On neighborhood maps you can now draw and edit boundary lines. It’s pretty sweet. I just drew the neighborhood boundary for Capitol Hill in Seattle.

You’ll see a “create neighborhood boundary” link at the top of neighborhood map pages. Clik that to get started. A tip: when you’re setting points for drawing the boundary line you can always click “remove last point” to go back a pinpoint.

Comments:

Carrick
Seattle

Fixed

Yep, looks great. Awesome tool. It’s like that Gmaps Pedometer thing.

Josh Petersen
Seattle

You redrew my Mount Baker!

You absorbed Courtland Place, the Rainier Valley and about half the Genesee Neighborhood into Mount Baker. Holy Neighborhood imperialism! And you cut out the Mt Baker Rowing Center. What gives? We need to add comments to those maps for the neighborhood turf battles.

Carrick
Seattle

War

Let the games begin. :-)

I was refering to the City Clerk’s neighborhood map here. Their’s could be old or just inaccurate.

Josh Petersen
Seattle

That's a good map

I never really believed in Courtland Place or the Genesee Business District anyway (the real Genesee is in W Seattle). I’m not sure what I think of their version of Rainier Valley. Apparently it includes all of Mount Baker & Columbia City.

stagger
Seattle

I think I recall reading somewhere that the clerk maps’ intent was to standardize document reporting or somesuch and not define working neighboorhood boundries. Regardless, people probably just use “Rainier Valley” to encompass everything in SE seattle. I think that makes sense, actually, with Mt. Baker, Columbia City, etc. being subneighborhoods.

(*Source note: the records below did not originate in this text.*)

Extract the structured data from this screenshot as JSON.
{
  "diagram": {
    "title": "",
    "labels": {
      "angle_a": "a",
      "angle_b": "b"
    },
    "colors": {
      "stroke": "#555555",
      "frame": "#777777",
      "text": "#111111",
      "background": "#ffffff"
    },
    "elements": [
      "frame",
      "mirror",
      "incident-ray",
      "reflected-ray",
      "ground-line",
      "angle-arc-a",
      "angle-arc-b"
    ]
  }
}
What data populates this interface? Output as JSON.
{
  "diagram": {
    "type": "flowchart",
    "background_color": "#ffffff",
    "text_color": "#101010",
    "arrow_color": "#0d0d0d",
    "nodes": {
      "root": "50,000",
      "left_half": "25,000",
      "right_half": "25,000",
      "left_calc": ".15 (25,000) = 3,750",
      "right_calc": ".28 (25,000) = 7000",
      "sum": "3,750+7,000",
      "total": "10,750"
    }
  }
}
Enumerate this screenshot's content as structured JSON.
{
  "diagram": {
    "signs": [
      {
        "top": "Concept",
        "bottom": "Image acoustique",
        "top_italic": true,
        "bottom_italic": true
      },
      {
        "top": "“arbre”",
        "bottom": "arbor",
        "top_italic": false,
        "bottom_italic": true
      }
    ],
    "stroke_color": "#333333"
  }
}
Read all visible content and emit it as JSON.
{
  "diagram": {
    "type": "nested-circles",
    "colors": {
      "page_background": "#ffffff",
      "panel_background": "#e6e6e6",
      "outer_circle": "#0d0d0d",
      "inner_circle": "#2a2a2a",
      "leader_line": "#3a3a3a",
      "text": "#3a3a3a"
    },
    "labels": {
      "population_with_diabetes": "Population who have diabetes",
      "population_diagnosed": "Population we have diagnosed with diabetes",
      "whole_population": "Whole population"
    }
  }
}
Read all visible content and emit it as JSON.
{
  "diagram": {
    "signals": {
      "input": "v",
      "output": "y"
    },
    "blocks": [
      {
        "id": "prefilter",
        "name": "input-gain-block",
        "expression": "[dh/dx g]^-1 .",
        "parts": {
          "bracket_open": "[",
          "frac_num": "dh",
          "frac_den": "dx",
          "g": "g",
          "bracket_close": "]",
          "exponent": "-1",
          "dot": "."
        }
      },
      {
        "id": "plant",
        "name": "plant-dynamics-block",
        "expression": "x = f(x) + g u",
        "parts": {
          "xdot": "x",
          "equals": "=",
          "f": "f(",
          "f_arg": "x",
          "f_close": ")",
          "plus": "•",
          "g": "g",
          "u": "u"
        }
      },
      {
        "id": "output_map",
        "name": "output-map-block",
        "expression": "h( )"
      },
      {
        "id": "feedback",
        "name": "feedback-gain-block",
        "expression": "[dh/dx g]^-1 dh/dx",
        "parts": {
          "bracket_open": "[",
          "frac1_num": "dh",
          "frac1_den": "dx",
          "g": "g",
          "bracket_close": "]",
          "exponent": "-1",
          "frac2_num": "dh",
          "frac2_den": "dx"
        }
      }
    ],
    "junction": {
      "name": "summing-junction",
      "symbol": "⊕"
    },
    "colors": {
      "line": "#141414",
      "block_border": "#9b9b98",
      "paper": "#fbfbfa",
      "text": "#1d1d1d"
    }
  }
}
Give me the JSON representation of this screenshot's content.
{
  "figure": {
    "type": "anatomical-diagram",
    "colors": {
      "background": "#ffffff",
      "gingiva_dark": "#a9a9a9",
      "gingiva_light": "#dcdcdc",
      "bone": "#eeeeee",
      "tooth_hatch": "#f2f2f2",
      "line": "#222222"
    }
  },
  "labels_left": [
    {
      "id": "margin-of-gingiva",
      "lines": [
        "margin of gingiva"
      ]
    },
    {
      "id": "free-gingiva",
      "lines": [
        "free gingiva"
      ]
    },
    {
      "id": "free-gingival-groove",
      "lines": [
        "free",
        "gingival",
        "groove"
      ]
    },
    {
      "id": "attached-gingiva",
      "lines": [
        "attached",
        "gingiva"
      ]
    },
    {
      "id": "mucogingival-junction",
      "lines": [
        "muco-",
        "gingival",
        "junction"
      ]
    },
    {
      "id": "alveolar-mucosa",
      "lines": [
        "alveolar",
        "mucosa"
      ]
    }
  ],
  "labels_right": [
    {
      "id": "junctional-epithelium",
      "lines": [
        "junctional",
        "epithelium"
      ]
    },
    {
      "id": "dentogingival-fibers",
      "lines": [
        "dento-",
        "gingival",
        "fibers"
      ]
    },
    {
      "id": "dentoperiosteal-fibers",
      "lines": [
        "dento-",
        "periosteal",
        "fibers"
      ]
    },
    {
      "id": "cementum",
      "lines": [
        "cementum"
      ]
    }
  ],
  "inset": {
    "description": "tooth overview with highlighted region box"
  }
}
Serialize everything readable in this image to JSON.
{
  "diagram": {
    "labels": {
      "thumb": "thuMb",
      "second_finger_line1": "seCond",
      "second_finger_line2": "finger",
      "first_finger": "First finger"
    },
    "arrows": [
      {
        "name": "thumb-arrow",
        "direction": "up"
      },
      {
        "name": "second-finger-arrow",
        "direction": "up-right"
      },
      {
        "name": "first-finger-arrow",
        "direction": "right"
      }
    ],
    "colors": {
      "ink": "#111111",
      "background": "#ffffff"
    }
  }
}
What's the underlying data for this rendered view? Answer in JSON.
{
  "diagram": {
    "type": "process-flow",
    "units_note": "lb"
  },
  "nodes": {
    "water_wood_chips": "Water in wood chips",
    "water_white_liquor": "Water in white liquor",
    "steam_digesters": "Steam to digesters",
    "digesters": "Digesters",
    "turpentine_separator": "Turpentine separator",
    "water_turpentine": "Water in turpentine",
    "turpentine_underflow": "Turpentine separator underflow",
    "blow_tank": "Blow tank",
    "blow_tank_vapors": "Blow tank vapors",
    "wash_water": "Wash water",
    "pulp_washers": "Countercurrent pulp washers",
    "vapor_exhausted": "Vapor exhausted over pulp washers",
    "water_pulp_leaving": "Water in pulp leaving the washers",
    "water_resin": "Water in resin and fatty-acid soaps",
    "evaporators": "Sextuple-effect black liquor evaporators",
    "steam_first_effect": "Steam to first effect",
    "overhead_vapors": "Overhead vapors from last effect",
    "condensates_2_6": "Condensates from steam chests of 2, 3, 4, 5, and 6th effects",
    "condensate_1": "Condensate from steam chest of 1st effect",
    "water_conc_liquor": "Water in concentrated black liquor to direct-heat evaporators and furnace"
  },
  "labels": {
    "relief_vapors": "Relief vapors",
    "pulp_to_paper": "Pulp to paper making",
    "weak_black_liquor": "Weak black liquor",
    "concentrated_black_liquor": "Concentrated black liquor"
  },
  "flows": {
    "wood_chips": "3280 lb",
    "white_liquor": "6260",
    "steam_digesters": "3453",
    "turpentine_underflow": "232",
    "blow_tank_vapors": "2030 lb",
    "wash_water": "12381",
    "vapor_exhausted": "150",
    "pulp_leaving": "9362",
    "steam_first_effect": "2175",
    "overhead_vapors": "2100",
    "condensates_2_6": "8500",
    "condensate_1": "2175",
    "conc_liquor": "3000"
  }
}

Since I now live near the Safeway and warehouse, I was going to add a Genessee as according to what I have read is mainly the valley area north of Columbia City (and the area around the park) although its borders are historically “nebulous”. I have talked to a lot of my new neighbors and none of them think they live in Mt. Baker, which, like me, they think of the area around Colman Park, McClellan, Mt. Baker and Hunter blvds, and the lakefront… the north and eastern sections. They would say they live in the Rainier Valley (popular), Columbia City (almost as popular), or they don’t care so much.

The place I am in now was advertised as being in Columbia City. I can see that as the real estate becomes much different a few blocks north or east as one gains in altitude.

I had not heard of Courtland Place either before moving down here, but my P-Patch is supposedly in it.